Perlman uses humour, madcap action and clever storytelling to illustrate this and other issues around sexual assault in the workplace. Stephen joins forces with Carla (one of the plaintiffs), Jessica (head of Human Resources) and A. A. Betga to work towards a good outcome for the plaintiffs.
Perlman insists that his novel is not a satire, as there is nothing in the book that hasn’t happened or couldn’t happen. This reminds me that in Heather Rose’s Bruny, government intentions are so outrageous that if the novel had been written ten years ago, it would have been deemed too far-fetched. Given all that the Australian government has done over recent years, the shocking plan is all too believable.
Is our world overtaking our ability to write satire?
The Alcock-Johanson Story

The book’s front cover photo shows my mother as a baby with her parents and brothers.

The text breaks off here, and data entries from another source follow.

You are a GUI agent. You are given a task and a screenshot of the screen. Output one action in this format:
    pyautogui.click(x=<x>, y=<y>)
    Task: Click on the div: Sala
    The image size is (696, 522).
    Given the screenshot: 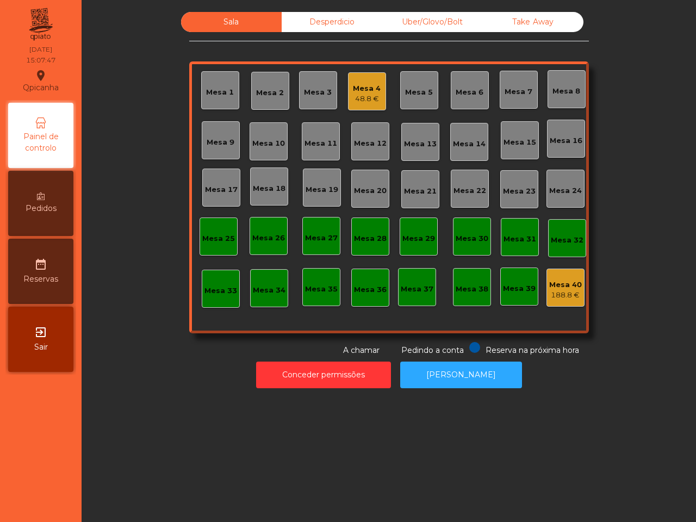 What is the action you would take?
    pyautogui.click(x=231, y=22)
    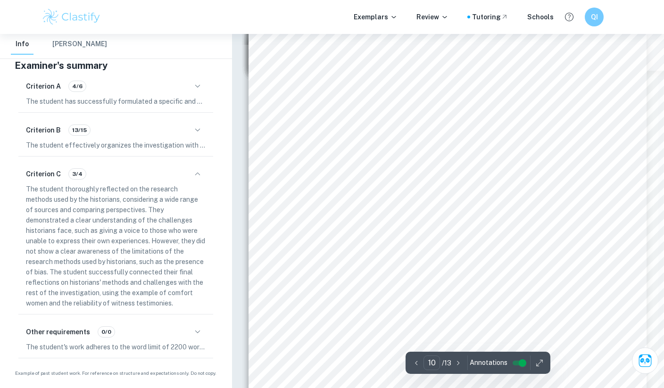 Image resolution: width=664 pixels, height=388 pixels. Describe the element at coordinates (442, 164) in the screenshot. I see `span: salient aspect of the comfort women issue involves the question of witness testimonies and` at that location.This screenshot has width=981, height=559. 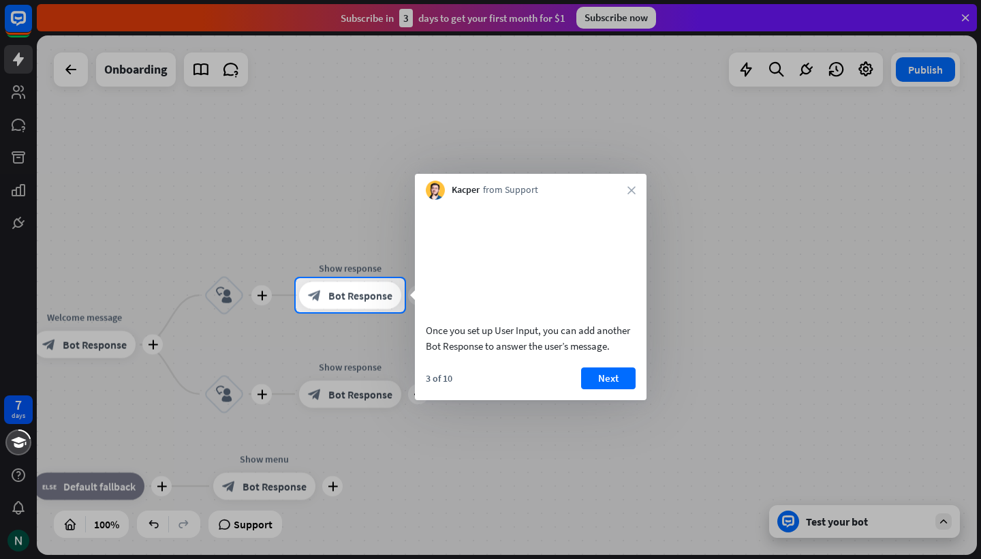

I had a frugal childhood without realising that it was frugal. My parents, Stan Alcock and Ellen Johanson, married in 1925 and bought a dairy farm a few years later. Then the Depression hit, and the price of butter crashed. Ellen and Stan survived by using their skills at making do with little. Their thrifty habits continued after the depression but to me, their farm was a paradise.
Stan’s ancestors included settlers, dairy farmers and a strong woman who took her family across the world to join her brother, a sheep thief turned landholder. Ellen’s parents were people of Swedish heritage but Russian citizenship who had migrated to Australia from the Åland Islands in the Baltic Sea. Her Ancestors were mainly crofters or, like her father, sailors on the wheat run between England and Australia.
These migrants and their descendants were remarkable people, and The Alcock-Johanson Story chronicles their lives. The book includes Johanson Family Tree, by Gaylene Johanson, a report of Gaylene’s painstaking research into Johanson genealogy.
My aim in writing this book was to focus on story more than on information. Thanks to those who had previously researched branches of my family tree, I was able to include many stories, some true and some tall.